Obama's (Bi) Racial Predicament
Conventional political wisdom holds that Barack Obama's biracial identity works entirely to his benefit politically. Having a foot in both camps, so to speak (the theory goes), he doesn't have to play racial identity politics of the kind that have earned Jesse Jackson and Al Sharpton reputations as notorious race hucksters. The problem with the Ebony Plus Ivory hypothesis is this: It doesn't really give Obama the best of both worlds. In a very real sense, Obama's 50-50 racial status saddles him with a special kind of burden, namely: what seems to be his entrenched psychological need to prove that he's "authentically black."

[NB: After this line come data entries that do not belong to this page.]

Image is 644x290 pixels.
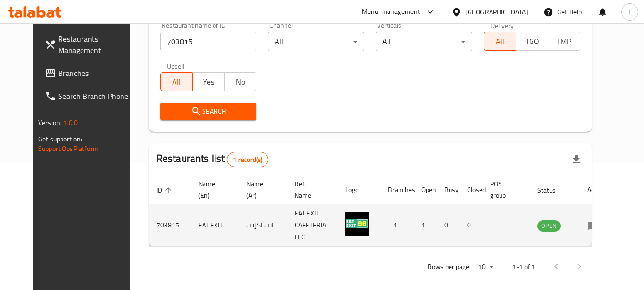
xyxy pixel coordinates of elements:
button: All [160,72,192,91]
span: No [228,75,253,89]
div: [GEOGRAPHIC_DATA] [465,7,529,17]
span: Version: [38,117,62,129]
td: 1 [414,205,437,247]
a: Search Branch Phone [37,84,141,107]
span: Yes [196,75,221,89]
span: Name (Ar) [247,178,276,201]
span: All [164,75,189,89]
th: Open [414,175,437,205]
label: Delivery [491,22,515,29]
p: 1-1 of 1 [513,261,535,273]
span: Search [168,106,249,118]
h2: Restaurants list [156,151,268,167]
span: TMP [552,35,576,48]
span: Ref. Name [295,178,326,201]
span: Status [537,184,568,196]
span: All [488,35,513,48]
label: Upsell [167,63,185,69]
span: POS group [490,178,518,201]
div: OPEN [537,220,561,232]
span: 1 record(s) [227,155,268,164]
span: Get support on: [38,133,82,145]
div: Rows per page: [474,260,497,274]
th: Closed [460,175,483,205]
th: Busy [437,175,460,205]
a: Restaurants Management [37,27,141,62]
span: Restaurants Management [58,33,134,56]
span: OPEN [537,220,561,231]
td: 0 [437,205,460,247]
div: All [376,32,472,51]
th: Logo [338,175,380,205]
td: 1 [380,205,414,247]
table: enhanced table [149,175,613,247]
span: Name (En) [198,178,227,201]
div: Export file [565,148,588,171]
td: 703815 [149,205,191,247]
img: EAT EXIT [345,211,369,235]
button: Yes [192,72,225,91]
input: Search for restaurant name or ID.. [160,32,257,51]
th: Branches [380,175,414,205]
div: All [268,32,364,51]
td: 0 [460,205,483,247]
span: ID [156,184,175,196]
a: Support.OpsPlatform [38,142,99,155]
button: TGO [516,32,548,50]
td: EAT EXIT CAFETERIA LLC [287,205,338,247]
button: No [224,72,257,91]
div: Total records count [227,152,268,167]
button: TMP [548,32,580,50]
span: 1.0.0 [63,117,78,129]
span: TGO [520,35,545,48]
div: Menu-management [362,6,420,18]
th: Action [580,175,613,205]
td: EAT EXIT [191,205,239,247]
button: All [484,32,517,50]
a: Branches [37,62,141,84]
span: Branches [58,67,134,79]
span: f [629,7,631,17]
td: ايت اكزيت [239,205,287,247]
p: Rows per page: [428,261,471,273]
span: Search Branch Phone [58,90,134,102]
button: Search [160,103,257,121]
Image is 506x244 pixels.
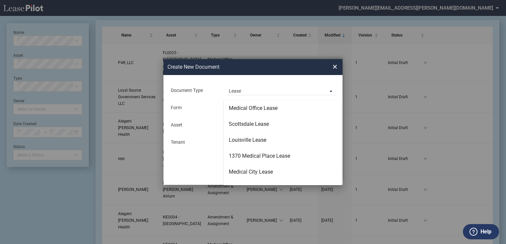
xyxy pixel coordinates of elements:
div: Medical City Lease [229,168,273,176]
label: Help [481,227,492,236]
div: Medical Office Lease [229,105,278,112]
div: HCA Lease [229,184,254,191]
div: Louisville Lease [229,136,266,144]
div: 1370 Medical Place Lease [229,152,290,160]
div: Scottsdale Lease [229,120,269,128]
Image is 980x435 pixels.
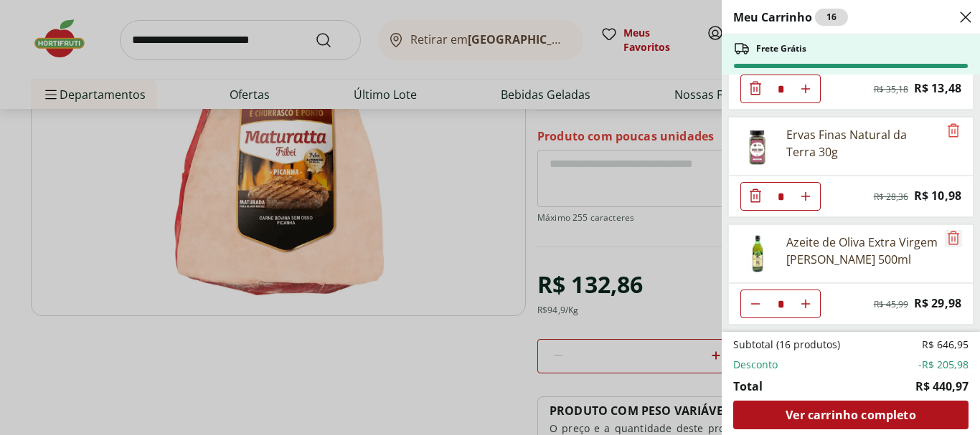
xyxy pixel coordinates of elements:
[914,79,962,98] span: R$ 13,48
[919,358,969,372] span: -R$ 205,98
[916,378,969,395] span: R$ 440,97
[815,8,848,26] div: 16
[742,289,770,319] button: Diminuir Quantidade
[733,358,778,372] span: Desconto
[738,234,778,274] img: Principal
[914,294,962,313] span: R$ 29,98
[770,75,792,103] input: Quantidade Atual
[787,126,939,160] div: Ervas Finas Natural da Terra 30g
[787,234,939,268] div: Azeite de Oliva Extra Virgem [PERSON_NAME] 500ml
[945,230,963,247] button: Remove
[792,74,820,103] button: Aumentar Quantidade
[786,409,916,421] span: Ver carrinho completo
[733,8,848,26] h2: Meu Carrinho
[733,338,841,352] span: Subtotal (16 produtos)
[875,84,908,95] span: R$ 35,18
[792,182,820,211] button: Aumentar Quantidade
[875,191,908,203] span: R$ 28,36
[756,43,807,55] span: Frete Grátis
[770,183,792,210] input: Quantidade Atual
[733,378,763,395] span: Total
[770,290,792,318] input: Quantidade Atual
[792,289,820,319] button: Aumentar Quantidade
[742,74,770,103] button: Diminuir Quantidade
[742,182,770,211] button: Diminuir Quantidade
[733,401,969,430] a: Ver carrinho completo
[738,126,778,167] img: Ervas Finas Natural da Terra 30g
[922,338,969,352] span: R$ 646,95
[914,187,962,206] span: R$ 10,98
[945,123,963,140] button: Remove
[875,299,908,310] span: R$ 45,99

Obama the memoir writer has recounted the many blessings he got from his mom and her side of the family, education being at the top of the list. What did Obama get from his dad? Try: an aching sense of emptiness, owing to his father's physical absence from his life. Obama has written about his quest to be reunited with his father, in person as well as in spirit. How very understandable, that his absent father is a psychological "presence" that he finds intolerable. Obama's search for his father is synonymous with his search for his identity as a black man in America. We know this because Obama tells us so, in his remarkably eloquent book, Dreams from My Father: A Story of Race and Inheritance.
Jeremiah Wright is a stand-in for Obama's missing dad. Morally, Wright falls short because he is a virulent racist and fiery demagogue. Obama's dad fell short morally by abandoning his wife and son. Obama's relationship with Wright is ambivalent, like his relationship with his father. Hence Obama's condemnation of Wright is clearly hesitant, just as Obama had to be pressed to reject Louis Farrakhan. If Obama repudiates Wright entirely, it can only look to many of his supporters that Obama is doing the white man's bidding — and somehow repudiating his own blackness in the process.
Obama's major speech about Wright and the role of race in the campaign will tell us all a great deal about his character. Is this a man with the inner resources to come to terms with the "family romance" he has inherited, and its powerful hold on his psyche up until now? Tune in and find out.